GERSHON BASKIN: I hope that after the Israeli people are experiencing the biggest trauma since the Holocaust, and the Palestinians have been taken back to 1948 and the Nakba, that we wake up from this traumatic situation and understand, first, the Israelis, that to delude ourselves that we can occupy another people for 56 years and have peace is simply not real, or that we can lock 2 million people in an open-air prison for 17 years and expect to have quiet is living in an imaginary world of delusion. I hope that the Palestinian people wake up and understand that they will never have peace if they don’t recognize the Jewish people’s right to live in the land of Israel as well as their right to live in the land of Palestine, and that when this ends — I call it the day after tomorrow, because tomorrow is too soon. But the day after tomorrow, I’ve been calling for what — the metaphor I use is the Belfast moment, the moment when we stand up and say, “We’ve been killing each other for a hundred years, and we have to stop.”

Our leaders need to pay the price for bringing us here, Israeli leaders and Palestinian leaders. They all need to go. And we need a new generation of Israelis and Palestinians who are willing to stand up with new ideas, new visions, new hopes, new dreams, and the ability to lead us forward on the very basic principle that everyone living between the Jordan River and the Mediterranean Sea must have the same right to the same rights. That is the basic principle from which we have to start. And from there, we can decide if we want one state, two states, three states or 10 states, a federation or a confederation. But it begins with the mutual recognition that we all must have the same right to the same rights.

AMY GOODMAN: Gershon Baskin is Middle East director of the International Communities Organization, a human rights advocacy group. In 2011, he helped negotiate the release of the Israeli soldier Gilad Shalit from Hamas captivity in exchange for more than a thousand Palestinian prisoners. His memoir is titled In Pursuit of Peace in Israel and Palestine.

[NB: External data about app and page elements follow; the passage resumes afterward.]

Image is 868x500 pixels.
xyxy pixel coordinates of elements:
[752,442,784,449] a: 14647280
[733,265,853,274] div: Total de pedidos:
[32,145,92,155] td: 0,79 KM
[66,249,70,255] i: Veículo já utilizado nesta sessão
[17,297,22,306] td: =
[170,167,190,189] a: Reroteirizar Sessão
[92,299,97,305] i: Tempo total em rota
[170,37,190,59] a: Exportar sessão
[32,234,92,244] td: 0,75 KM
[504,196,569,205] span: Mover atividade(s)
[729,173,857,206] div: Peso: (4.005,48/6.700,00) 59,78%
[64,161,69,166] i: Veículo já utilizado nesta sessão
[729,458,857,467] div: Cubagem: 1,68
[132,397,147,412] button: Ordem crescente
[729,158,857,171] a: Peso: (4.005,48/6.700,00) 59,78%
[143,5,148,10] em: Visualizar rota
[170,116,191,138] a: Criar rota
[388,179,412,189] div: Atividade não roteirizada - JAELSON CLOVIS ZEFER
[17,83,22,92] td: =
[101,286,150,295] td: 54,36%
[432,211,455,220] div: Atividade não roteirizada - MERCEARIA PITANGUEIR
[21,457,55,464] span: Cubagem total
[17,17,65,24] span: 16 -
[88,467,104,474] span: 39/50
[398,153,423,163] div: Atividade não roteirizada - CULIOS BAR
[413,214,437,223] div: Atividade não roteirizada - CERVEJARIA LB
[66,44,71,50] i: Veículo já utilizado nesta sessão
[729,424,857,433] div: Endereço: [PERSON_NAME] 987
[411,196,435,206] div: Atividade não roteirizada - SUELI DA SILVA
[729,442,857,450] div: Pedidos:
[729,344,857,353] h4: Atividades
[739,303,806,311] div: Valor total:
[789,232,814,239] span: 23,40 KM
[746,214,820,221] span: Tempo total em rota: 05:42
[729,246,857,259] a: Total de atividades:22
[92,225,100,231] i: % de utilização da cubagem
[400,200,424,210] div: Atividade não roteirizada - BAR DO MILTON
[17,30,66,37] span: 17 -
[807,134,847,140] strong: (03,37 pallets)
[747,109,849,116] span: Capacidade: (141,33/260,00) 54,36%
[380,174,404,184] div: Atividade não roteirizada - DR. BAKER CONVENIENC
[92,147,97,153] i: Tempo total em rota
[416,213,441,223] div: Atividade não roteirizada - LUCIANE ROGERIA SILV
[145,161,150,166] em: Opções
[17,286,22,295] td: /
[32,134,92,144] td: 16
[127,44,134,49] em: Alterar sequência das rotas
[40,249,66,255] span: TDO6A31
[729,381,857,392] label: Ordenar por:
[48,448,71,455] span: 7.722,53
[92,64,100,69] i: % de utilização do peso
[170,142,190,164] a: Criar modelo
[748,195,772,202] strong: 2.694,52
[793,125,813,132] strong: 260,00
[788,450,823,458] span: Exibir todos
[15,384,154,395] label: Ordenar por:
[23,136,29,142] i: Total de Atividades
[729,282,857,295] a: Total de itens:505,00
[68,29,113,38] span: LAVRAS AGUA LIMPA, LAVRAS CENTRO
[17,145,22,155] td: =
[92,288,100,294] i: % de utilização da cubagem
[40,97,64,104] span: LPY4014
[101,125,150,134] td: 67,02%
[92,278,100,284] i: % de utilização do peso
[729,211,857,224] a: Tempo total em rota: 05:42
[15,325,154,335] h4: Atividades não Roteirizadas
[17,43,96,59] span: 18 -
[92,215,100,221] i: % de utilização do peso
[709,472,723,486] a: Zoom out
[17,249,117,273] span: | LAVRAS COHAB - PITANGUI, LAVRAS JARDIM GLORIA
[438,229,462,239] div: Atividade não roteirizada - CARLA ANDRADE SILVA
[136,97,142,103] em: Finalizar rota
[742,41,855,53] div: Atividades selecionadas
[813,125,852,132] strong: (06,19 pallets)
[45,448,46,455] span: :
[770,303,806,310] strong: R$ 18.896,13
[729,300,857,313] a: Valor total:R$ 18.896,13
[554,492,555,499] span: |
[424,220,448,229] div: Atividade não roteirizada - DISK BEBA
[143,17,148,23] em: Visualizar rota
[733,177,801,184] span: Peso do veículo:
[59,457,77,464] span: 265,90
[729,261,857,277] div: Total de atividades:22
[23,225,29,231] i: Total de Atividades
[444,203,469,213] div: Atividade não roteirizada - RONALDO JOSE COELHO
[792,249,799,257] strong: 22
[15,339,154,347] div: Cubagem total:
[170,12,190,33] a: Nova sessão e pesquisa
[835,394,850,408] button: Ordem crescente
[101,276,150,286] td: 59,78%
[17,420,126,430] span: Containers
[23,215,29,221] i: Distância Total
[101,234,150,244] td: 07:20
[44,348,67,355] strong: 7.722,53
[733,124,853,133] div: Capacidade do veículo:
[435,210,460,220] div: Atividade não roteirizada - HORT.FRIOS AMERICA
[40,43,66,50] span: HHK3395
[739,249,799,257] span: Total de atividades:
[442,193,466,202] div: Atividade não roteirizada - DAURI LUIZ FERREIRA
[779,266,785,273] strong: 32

Next up, we speak to New York University Law School student Ryna Workman, who lost her job at a prestigious law firm — lost their job at a prestigious law firm after speaking up for Palestinian rights. Back in 20 seconds.

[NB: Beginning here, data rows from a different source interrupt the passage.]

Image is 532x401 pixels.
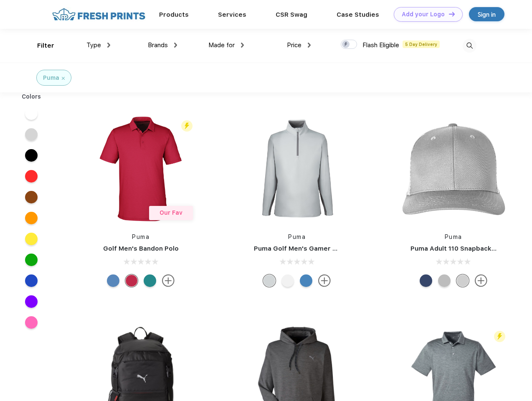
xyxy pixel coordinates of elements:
img: fo%20logo%202.webp [50,7,148,22]
a: Puma Golf Men's Gamer Golf Quarter-Zip [254,245,386,253]
a: Services [218,11,246,19]
a: Puma [445,234,462,240]
a: Puma [132,234,150,240]
img: func=resize&h=266 [398,113,509,225]
img: desktop_search.svg [463,39,476,53]
a: CSR Swag [276,11,308,19]
div: Peacoat with Qut Shd [420,275,432,287]
img: more.svg [162,275,175,287]
div: Filter [37,41,54,51]
img: dropdown.png [241,43,244,48]
img: filter_cancel.svg [62,77,65,80]
span: 5 Day Delivery [403,41,440,48]
div: Sign in [478,10,496,19]
div: Add your Logo [402,11,445,18]
div: Puma [43,74,59,82]
span: Flash Eligible [363,42,399,49]
div: Colors [16,92,48,101]
img: flash_active_toggle.svg [494,331,505,342]
img: dropdown.png [174,43,177,48]
img: more.svg [475,275,487,287]
span: Our Fav [160,210,182,216]
img: func=resize&h=266 [241,113,353,225]
img: DT [449,12,455,17]
div: Bright White [282,275,294,287]
a: Products [159,11,189,19]
img: flash_active_toggle.svg [181,120,192,132]
img: func=resize&h=266 [85,113,196,225]
div: Green Lagoon [144,275,156,287]
a: Sign in [469,7,504,22]
img: dropdown.png [107,43,110,48]
a: Puma [288,234,306,240]
img: more.svg [318,275,331,287]
a: Golf Men's Bandon Polo [103,245,179,253]
div: Lake Blue [107,275,119,287]
span: Type [87,42,101,49]
div: Quarry Brt Whit [456,275,469,287]
div: High Rise [263,275,276,287]
span: Brands [148,42,168,49]
div: Quarry with Brt Whit [438,275,451,287]
div: Bright Cobalt [300,275,313,287]
span: Price [287,42,302,49]
span: Made for [208,42,235,49]
img: dropdown.png [308,43,311,48]
div: Ski Patrol [125,275,138,287]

Click here to watch excerpts of the interview on Twitter


Amy Goodman

Amy Goodman

Amy Goodman is an American broadcast journalist, syndicated columnist, investigative reporter, and author. Her investigative journalism career includes coverage of the East Timor independence movement, Morocco's occupation of Western Sahara, and Chevron Corporation's role in Nigeria. Since 1996, she has been the main host of Democracy Now!, a progressive global news program broadcast daily on radio, television and the Internet. She has received awards for her work, including the Thomas Merton Award in 2004, a Right Livelihood Award in 2008, and an Izzy Award in 2009 for "special achievement in independent media". In 2012, Goodman received the Gandhi Peace Award for a "significant contribution to the promotion of an enduring international peace". She is the author of six books, including the 2012 The Silenced Majority: Stories of Uprisings, Occupations, Resistance, and Hope, and the 2016 Democracy Now!: Twenty Years Covering the Movements Changing America. In 2016, she was criminally charged with a riot in connection with her coverage of protests of the Dakota Access pipeline. This action was condemned by the Committee to Protect Journalists. The charges were dismissed by the North Dakota district judge on October 17, 2016. In 2014 she was awarded the I.F. Stone Medal for Journalistic Independence by Harvard University's Nieman Foundation.